Although explicit memory tests are usually driven by meaning or by conceptual information, there is a class of implicit memory tests that is also conceptually driven. These tests are probably the most relevant for education, but they have not yet been studied as much as perceptual implicit tests. One class of conceptual implicit memory tests that has been studied is the general knowledge test. "What animal did Hannibal use to help him cross the Alps in his attack on Rome?" and "What is the name of the ship that carried the pilgrims to America in 1620?" are examples of questions on general knowledge tests. Prior exposure to the words elephant or Mayflower before the questions are asked increases correct answers to these questions, which reflects priming of concepts. Free association tests ("say the first word that you think of to the stimulus word tusk") and category association tests ("list as many African animals as you can in thirty seconds") are other examples of conceptually driven implicit memory tests.

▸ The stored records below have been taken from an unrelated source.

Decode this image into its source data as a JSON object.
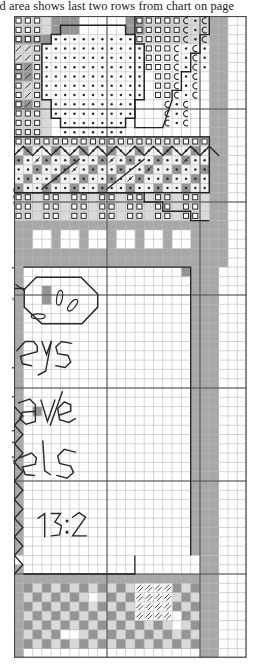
{
  "captions": {
    "top": "aded area shows last two rows from chart on page",
    "side": "Shaded area shows last two rows from chart on page 106."
  },
  "palette": {
    "white": "#ffffff",
    "pale": "#f2f2f2",
    "light_grey": "#d9d9d9",
    "mid_grey": "#a8a8a8",
    "grey": "#949494",
    "dark_grey": "#7d7d7d",
    "grid_line": "#b9b9b9",
    "grid_bold": "#4a4a4a",
    "outline": "#222222",
    "symbol": "#2b2b2b"
  },
  "grid": {
    "cell": 9.3,
    "cols": 25,
    "rows": 69,
    "bold_every": 10,
    "origin_x": 14,
    "origin_y": 16,
    "width": 234,
    "height": 646
  },
  "chart_data": {
    "type": "heatmap",
    "xlabel": "",
    "ylabel": "",
    "legend_position": "none",
    "grid": true,
    "symbol_key": [
      {
        "name": "open-square",
        "glyph": "square-outline",
        "meaning": "open square stitch symbol"
      },
      {
        "name": "crescent",
        "glyph": "c-shape",
        "meaning": "crescent / half-moon symbol"
      },
      {
        "name": "dot",
        "glyph": "dot",
        "meaning": "small filled dot symbol"
      },
      {
        "name": "slash",
        "glyph": "diagonal",
        "meaning": "diagonal slash symbol"
      },
      {
        "name": "double-slash",
        "glyph": "double-diagonal",
        "meaning": "hatched double slash symbol"
      }
    ],
    "shade_bands": [
      {
        "name": "shaded-column-band",
        "col_start": 20,
        "col_end": 22,
        "row_start": 0,
        "row_end": 57,
        "color": "#a8a8a8"
      },
      {
        "name": "battlement-band",
        "row_start": 19,
        "row_end": 25,
        "color": "#a8a8a8"
      },
      {
        "name": "left-margin-band",
        "col_start": 0,
        "col_end": 1,
        "row_start": 19,
        "row_end": 57,
        "color": "#a8a8a8"
      },
      {
        "name": "checkerboard-band",
        "row_start": 58,
        "row_end": 68,
        "colors": [
          "#949494",
          "#d9d9d9"
        ]
      }
    ],
    "backstitch_text_rows": [
      {
        "text": "eys",
        "row": 31,
        "col": 1
      },
      {
        "text": "ave",
        "row": 40,
        "col": 1
      },
      {
        "text": "els",
        "row": 47,
        "col": 1
      },
      {
        "text": "13:2",
        "row": 54,
        "col": 4
      }
    ],
    "motifs": [
      {
        "name": "face-oval",
        "row_start": 1,
        "row_end": 11,
        "col_start": 4,
        "col_end": 13
      },
      {
        "name": "zigzag-border",
        "row": 13,
        "col_start": 0,
        "col_end": 18
      },
      {
        "name": "stepped-block",
        "row_start": 0,
        "row_end": 12,
        "col_start": 13,
        "col_end": 21
      },
      {
        "name": "medallion-octagon",
        "row_start": 27,
        "row_end": 33,
        "col_start": 1,
        "col_end": 10
      },
      {
        "name": "left-zigzag-edge",
        "row_start": 42,
        "row_end": 60,
        "col_start": 0,
        "col_end": 2
      },
      {
        "name": "corner-hatch-block",
        "row_start": 61,
        "row_end": 65,
        "col_start": 13,
        "col_end": 17
      }
    ]
  }
}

These priming effects again seem to be indicative of implicit retrieval because they also appear in brain-damaged patients with severe difficulties in explicit expressions of memory.

In some sense, much of education is intended to permit people the automatic, unconscious retrieval of facts, routines, and principles when they need them. Education is meant to provide learning experiences that will, at least in some cases, last a lifetime. Of course, not all facts and principles will be remembered for that long. Much information learned in the classroom will be forgotten (at least when explicit tests are given). The hope is that one's general knowledge and skills (writing, thinking logically)

FIGURE 2

will survive. There are no studies of residual, implicit retention of formal education but such studies will surely come in the future.

BIBLIOGRAPHY

BLAXTON, TERESA A. 1989. "Investigating Dissociations among Memory Measures: Support for a Transfer-Appropriate Processing Framework." Journal of Experimental Psychology: Learning, Memory, and Cognition 15:657–668.

GARDINER, HOWARD; BOLLER, FRANCOIS; MOREINES, JUDITH; and BUTTERS, NELSON. 1973. "Retrieving Information from Korsakoff Patients: Effects of Categorical Cues and Reference to the Task." Cortex 9:165–175.

GRAF, PETER; SQUIRE, LARRY R.; and MANDLER, GEORGE. 1984. "The Information that Amnesic Patients Do Not Forget." Journal of Experimental Psychology: Learning, Memory, and Cognition 10:164–178.

JACOBY, LARRY L. 1983. "Remembering the Data: Analyzing Interactive Processes in Reading." Journal of Verbal Learning and Verbal Behavior 22:485–508.

JACOBY, LARRY L., and DALLAS, MARK. 1981. "On the Relationship between Autobiographical Memory and Perceptual Learning." Journal of Experimental Psychology: General 110:306–340.

MCDERMOTT, KATHLEEN B., and ROEDIGER, HENRY L. 1996. "Exact and Conceptual Repetition Dissociates Conceptual Memory Tests: Problems for Transfer Appropriate Processing Theory." Canadian Journal of Experimental Psychology 50:57–71.

ROEDIGER, HENRY L. 1990. "Implicit Memory: Retention without Remembering." American Psychologist 45:1043–1056.

ROEDIGER, HENRY L., and MCDERMOTT, KATHLEEN B. 1993. "Implicit Memory in Normal Human Subjects." In Handbook of Neuropsychology, ed. François Boller and Jordan Grafman. Amsterdam: Elsevier.

SCHACTER, DANIEL L. 1987. "Implicit Memory: History And Current Status." Journal of Experimental Psychology: Learning, Memory, and Cognition 13:501–518.

SQUIRE, LARRY R. 1987. Memory and the Brain. New York: Oxford University Press.

TULVING, ENDEL. 1985. "How Many Memory Systems Are There?" American Psychologist 40:385–398.

VAIDYA, CHANDAN J.; GABRIELI, JOHN D. E.; KEANE, MARGARET M.; and MONTI, LAURA A. 1995. "Perceptual and Conceptual Memory Processes in Global Amnesia." Neuropsychology 9:580–591.